Skyler Reep was named president and general manager of KSPS PBS in February.
| KSPS PBSSkyler Reep has been named president and general manager of KSPS PBS, the public television station announced in February.
Reep, who had been serving as interim general manager since the retirement of Gary Stokes in August 2025, has been with KSPS PBS since 2017, most recently as director of development.
Reep attended Whitworth University and has lived in Spokane for about 25 years. He brings a blend of private-sector marketing experience and nonprofit leadership to the role.
Founded in 1967, KSPS PBS serves more than 2 million households across Eastern Washington, northern Idaho, western Montana, and parts of Alberta and British Columbia. The station provides four broadcast channels, a growing digital presence, and extensive educational resources for families, teachers, and lifelong learners.
Can you tell me a little about your background prior to joining KSPS PBS?
I actually started my career on the business side, initially in revenue management and in marketing. I spent a number of years focused on growth and analytics and building sustainable revenue models.
And then over time, I just became more interested in applying those skills to something that had a broader community impact. Public media really kind of sits at that intersection. It's mission-driven, but it also has to be financially disciplined and sustainable to serve people long term.

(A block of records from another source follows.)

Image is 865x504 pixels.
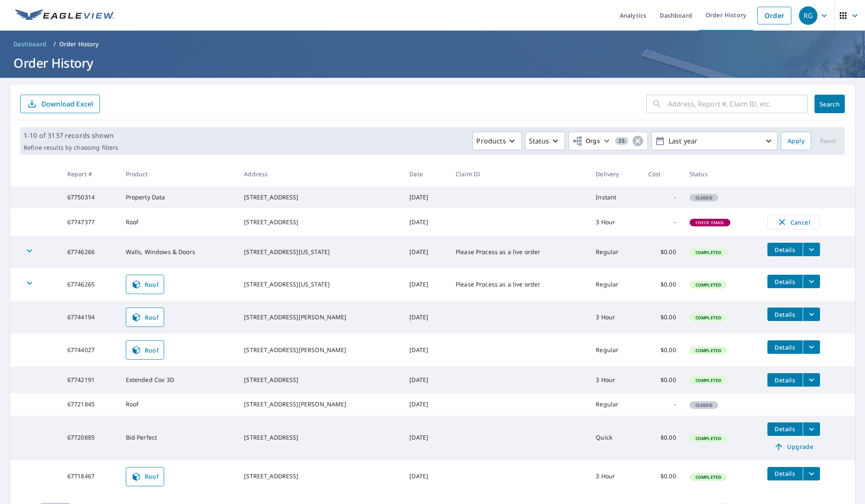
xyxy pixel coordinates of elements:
td: 67721845 [61,393,119,415]
td: $0.00 [641,267,683,300]
span: Completed [690,315,726,321]
span: Details [772,343,797,351]
span: Closed [690,402,717,408]
th: Delivery [589,161,641,186]
span: Dashboard [14,40,46,48]
button: detailsBtn-67746266 [767,242,802,256]
div: [STREET_ADDRESS] [244,434,396,441]
span: Upgrade [772,441,815,452]
td: 3 Hour [589,461,641,493]
button: detailsBtn-67744194 [767,307,802,321]
th: Report # [61,161,119,186]
td: - [641,209,683,236]
a: Upgrade [767,440,820,454]
td: $0.00 [641,300,683,333]
td: 67718467 [61,461,119,493]
th: Address [237,161,403,186]
td: 67744194 [61,300,119,333]
td: $0.00 [641,333,683,366]
span: Closed [690,195,717,201]
td: 67744027 [61,333,119,366]
p: Products [476,136,506,146]
p: Download Excel [42,99,93,108]
button: Products [472,131,521,151]
td: 67746265 [61,267,119,300]
p: Refine results by choosing filters [23,144,118,152]
span: Completed [690,435,726,441]
button: filesDropdownBtn-67744027 [802,340,820,353]
button: detailsBtn-67718467 [767,467,802,480]
td: [DATE] [403,415,449,461]
td: [DATE] [403,300,449,333]
td: Roof [119,393,237,415]
span: Check Email [690,219,730,225]
span: Orgs [572,136,600,147]
span: Cancel [776,217,811,227]
span: Details [772,376,797,384]
td: Regular [589,333,641,366]
td: - [641,393,683,415]
td: Extended Cov 3D [119,366,237,393]
td: Regular [589,236,641,267]
p: Status [529,136,549,146]
td: 67720885 [61,415,119,461]
td: 67750314 [61,186,119,209]
span: Search [821,100,838,108]
button: filesDropdownBtn-67718467 [802,467,820,480]
td: Walls, Windows & Doors [119,236,237,267]
th: Date [403,161,449,186]
p: Last year [665,134,764,149]
span: Apply [787,136,804,147]
span: Details [772,277,797,286]
button: Cancel [767,215,820,229]
td: $0.00 [641,366,683,393]
span: Roof [131,279,159,290]
td: 3 Hour [589,209,641,236]
th: Status [683,161,761,186]
td: Roof [119,209,237,236]
span: Completed [690,249,726,255]
td: 67747377 [61,209,119,236]
td: Please Process as a live order [449,267,589,300]
p: 1-10 of 3137 records shown [23,130,118,140]
button: filesDropdownBtn-67744194 [802,307,820,321]
th: Claim ID [449,161,589,186]
button: detailsBtn-67742191 [767,373,802,386]
td: Property Data [119,186,237,209]
button: detailsBtn-67720885 [767,422,802,435]
div: [STREET_ADDRESS] [244,472,396,480]
h1: Order History [10,54,854,71]
button: filesDropdownBtn-67720885 [802,422,820,435]
a: Roof [126,274,164,294]
td: [DATE] [403,209,449,236]
div: [STREET_ADDRESS] [244,193,396,202]
span: Completed [690,378,726,383]
td: Regular [589,393,641,415]
button: Search [814,95,845,113]
span: Details [772,425,797,433]
div: [STREET_ADDRESS] [244,218,396,226]
a: Roof [126,340,164,359]
div: [STREET_ADDRESS][US_STATE] [244,248,396,256]
button: Apply [780,131,811,151]
td: 3 Hour [589,366,641,393]
a: Dashboard [10,38,50,51]
td: [DATE] [403,186,449,209]
span: Completed [690,348,726,353]
td: [DATE] [403,393,449,415]
div: [STREET_ADDRESS][PERSON_NAME] [244,313,396,322]
span: Details [772,245,797,254]
div: [STREET_ADDRESS] [244,376,396,384]
td: Regular [589,267,641,300]
div: RG [798,7,817,25]
a: Roof [126,467,164,487]
td: Quick [589,415,641,461]
div: [STREET_ADDRESS][US_STATE] [244,280,396,289]
td: Bid Perfect [119,415,237,461]
button: Orgs25 [568,131,648,151]
td: [DATE] [403,236,449,267]
button: detailsBtn-67746265 [767,274,802,288]
a: Roof [126,307,164,326]
td: [DATE] [403,267,449,300]
td: Instant [589,186,641,209]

That combination of purpose and practicality is really what drew me and ultimately has set me here. I chose mission. I didn't just default into it. Although I work for an organization that is mission-driven, I still think like a business operator.
Gary Stokes is a prominent leader and voice in the Inland Northwest. What has he shared with you, or what have you learned while working alongside him, that will help you in this role?
Gary is an icon in Spokane, right? He was kind and humble and just a great people person. I think that his connections to people in Spokane were authentic.
One of the most important things he brought was his fiscal conservatism to management, which really set us up.
Gary was here for a decade of great change and departs as we embark on a major change after the loss of federal funding. He left us in really good shape. KSPS PBS has a very healthy balance sheet. We have a very healthy income statement. We have endowment. We have rainy day funds.
All of that is due to Gary's thoughtful and cautious philosophy as far as maintaining the financial health of an organization, and that strength has really set us up to weather the last year of disruption and be able to reorganize and redeploy from a position of strength. And I can't thank him enough for that.
How has KSPS PBS been able to deal with those federal funding challenges, and what is your plan moving forward to ensure your station has adequate funding?
The loss of federal funding is historic. I cannot understate how shocking it is to have funding that was guaranteed for nigh on 60 years to be rescinded with no warning, no spend-down time, nothing.
But the fact is, public media has always been mostly funded by individual donors. As harmful as the loss of, for us, 18% of our operating revenue was, it's damaging but not existential for us.
And I am speaking now only as KSPS PBS. There are rural stations and stations in poorer parts of the country that have a smaller donor base to draw from, for whom their funding was 40% to 70% federal. To lose that was really damaging to them in a way that will deeply affect those most marginalized communities, frankly.
Here at KSPS PBS, 18% was enough for us to have to cut some positions. We had to cut some programs. We had to make some really hard decisions, and those were some of the first things I had to do as the interim. I had to lay off six people.
But what's unique about KSPS PBS is how grassroots it is. The majority of our support comes from those individuals that give modest amounts because they genuinely value what we provide, and that honestly creates a kind of accountability. We have to earn that support every year by delivering something that people trust and find useful.
We also work with corporate partners and foundations, and of course, we're always looking for ways to modernize and diversify our sources of revenue in responsible ways. We will never be a commercial station. But at its core, it's a community-supported model, and I will say the community has shown up in a big way.
We do have a new strategic plan. We are doing a lot of resetting around this new leadership. There's a new plan. There's a new funding model. We recognize we can't do the same old thing we've always done, and that's very real to us as well.
Why is public media so important?
I think about our role in very practical terms. There are a few areas where there's really broad agreement across the community.
One is education. Our children's education programming is research-based, and it is designed to help kids arrive at kindergarten ready to learn.
Another thing we do is public safety. We are a part of the emergency communication infrastructure.
When you get a wildfire alert or an emergency alert, even if it comes through your phone, often that is coming off the infrastructure of the tower network that public media maintains across the country. KSPS PBS maintains 30 towers atop mountain tops all over this region, and we climb up there — rain, snow, sleet, hail — and make sure those are running.
And then the third area that's growing for us is workforce development.
We built this amazing tool called Career Explore NW in response to local employers who told us that their biggest challenge wasn't really marketing, it was finding people. So we created a tool that helps students and job seekers see what careers look like and how to get into them here in the Inland Northwest.
That’s just the local stuff we do, in addition to civic health programming and televising debates and televising high school concerts. That's all layered on top of the programming that we get nationally from PBS and American Public Television and that world-class programming that people think of when they think of PBS.
This interview has been edited for length and clarity.